MetaTrader 4 in 2026: what still works and what doesn't

What keeps MT4 relevant after two decades

MetaQuotes stopped issuing new MT4 licences years ago, nudging brokers toward MT5. But most retail forex traders haven't moved. The reason is not complicated: MT4 does one thing well. Thousands of custom indicators, Expert Advisors, and community scripts were built for MT4. Moving to MT5 means porting that entire library, and the majority of users can't justify the effort.

I've tested both platforms side by side, and the gap is less dramatic than the marketing suggests. MT5 adds a few extras like more timeframes and a built-in economic calendar, but chart functionality is about the same. Unless you need MT5-specific features, there's no compelling reason to switch.

Getting MT4 configured properly the first time

Downloading and installing MT4 is the easy part. The part that trips people up is the setup after install. Out of the box, MT4 loads with four charts tiled across a single workspace. Shut them all and open just the pairs you actually trade.

Save yourself repeating the same setup by using templates. Set up your go-to indicators once, then save it as a template. After that you can apply it to any new chart without redoing the work. Sounds trivial, but over time it saves hours.

One setting worth changing: go to Tools > Options > Charts and check "Show ask line." The default view is the bid price by default, which makes your entries look off until you realise the ask price is hidden.

How reliable is MT4 backtesting?

MT4's built-in strategy tester allows you to run Expert Advisors against historical data. That said: the quality of those results depends entirely on your tick data. The default history data from MetaQuotes is not real tick data, meaning the tester fills gaps mathematically. For anything more precise than a quick look, grab third-party tick data.

The "modelling quality" percentage tells you more than the profit figure. Anything below 90% means the results aren't trustworthy. I've seen people post backtest results with 25% modelling quality and can't figure out why their live results don't match.

The strategy tester is one of MT4's stronger features, but it's only as good as the data you give it.

Custom indicators on MT4: worth the effort?

MT4 comes with 30 built-in technical indicators. The average trader uses maybe a handful. However the platform's actual strength is in community-made indicators written in MQL4. You can find a massive library, ranging from tweaked versions of standard tools to complex multi-timeframe dashboards.

Installing them is straightforward: place the .ex4 or .mq4 file into the MQL4/Indicators folder, reboot MT4, and you'll find it in the Navigator panel. The risk is quality. Free indicators range from excellent to broken. A few are solid tools. Others stopped working years ago and may crash your terminal.

When adding third-party indicators, look at how recently it was maintained and whether users report issues. A poorly written indicator doesn't only show wrong data — it can lag your entire platform.

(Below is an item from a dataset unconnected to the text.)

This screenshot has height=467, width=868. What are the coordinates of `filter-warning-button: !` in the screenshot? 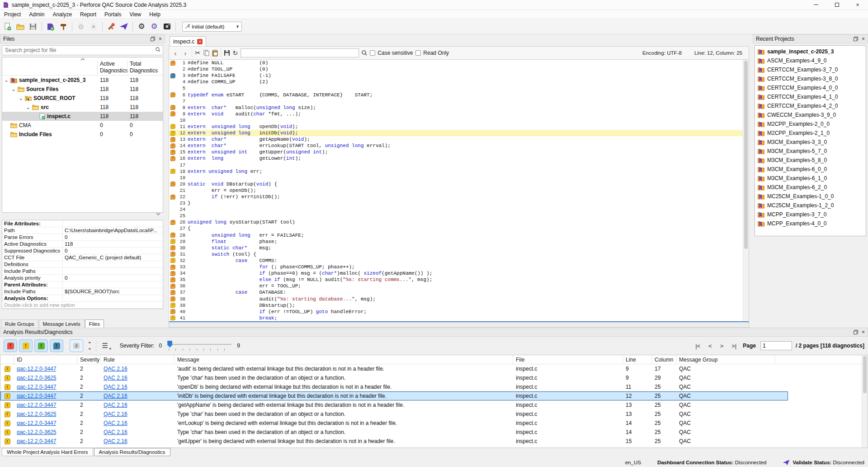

Managing risk properly inside MT4

MT4 has a few native risk management options that most traders don't bother with. The most useful is maximum deviation in the trade execution window. This controls the amount of slippage you're willing to tolerate on market orders. Without this configured and you're accepting whatever price is available.

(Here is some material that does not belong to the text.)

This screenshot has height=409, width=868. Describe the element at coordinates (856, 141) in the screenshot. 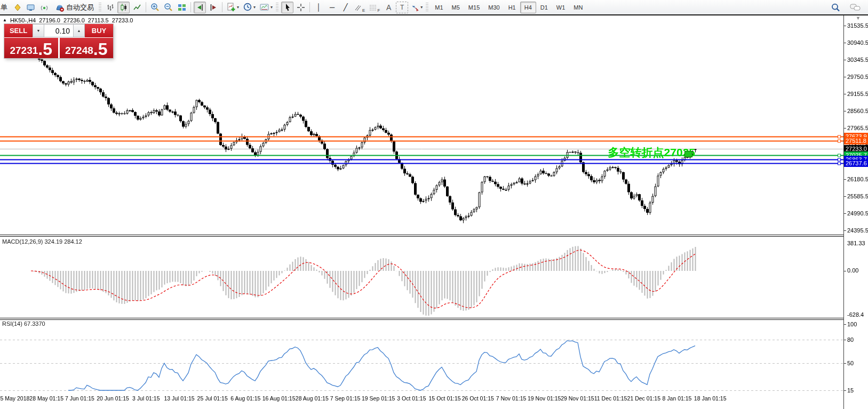

I see `price-level-badge: 27511.8` at that location.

Everyone knows about stop losses, but trailing stops are underused. Click on an open trade, pick Trailing Stop, and set the pip amount. It follows when the trade goes your way. Doesn't work well in choppy markets, but if you're riding trends it removes the need to sit and watch.

None of this is complicated to set up and they take some of the guesswork out of trade management.

EAs on MT4: what to realistically expect

Expert Advisors on MT4 have obvious appeal: define your rules and let the machine execute. The reality is, a huge percentage of them fail to deliver over any meaningful time period. Those advertised with flawless equity curves are often over-optimised — they look great on past prices and break down the moment market conditions change.

That doesn't mean all EAs are worthless. Certain traders build personal EAs to handle well-defined entry rules: entering at a specific time, managing position sizing, or exiting positions at predetermined levels. These smaller, focused scripts work because they do mechanical tasks where you don't need judgment.

If you're evaluating EAs, test on demo first for at least a few months. Running it forward in real time tells you more than any backtest.

MT4 beyond the desktop

The platform was designed for Windows. If you're on macOS has always been compromises. The old method was running it through Wine, which did the job but came with visual bugs and occasional crashes. Certain brokers now offer macOS versions using compatibility layers, which is an improvement but still aren't built from scratch for Mac.

MT4 mobile, on both iPhone and Android, are surprisingly capable for watching open trades best mt4 brokers and making quick adjustments. Serious charting work on a mobile device doesn't really work, but managing exits while away from your desk is worth having.

Look into whether your broker has a native Mac build or just a wrapper — the difference in stability is noticeable.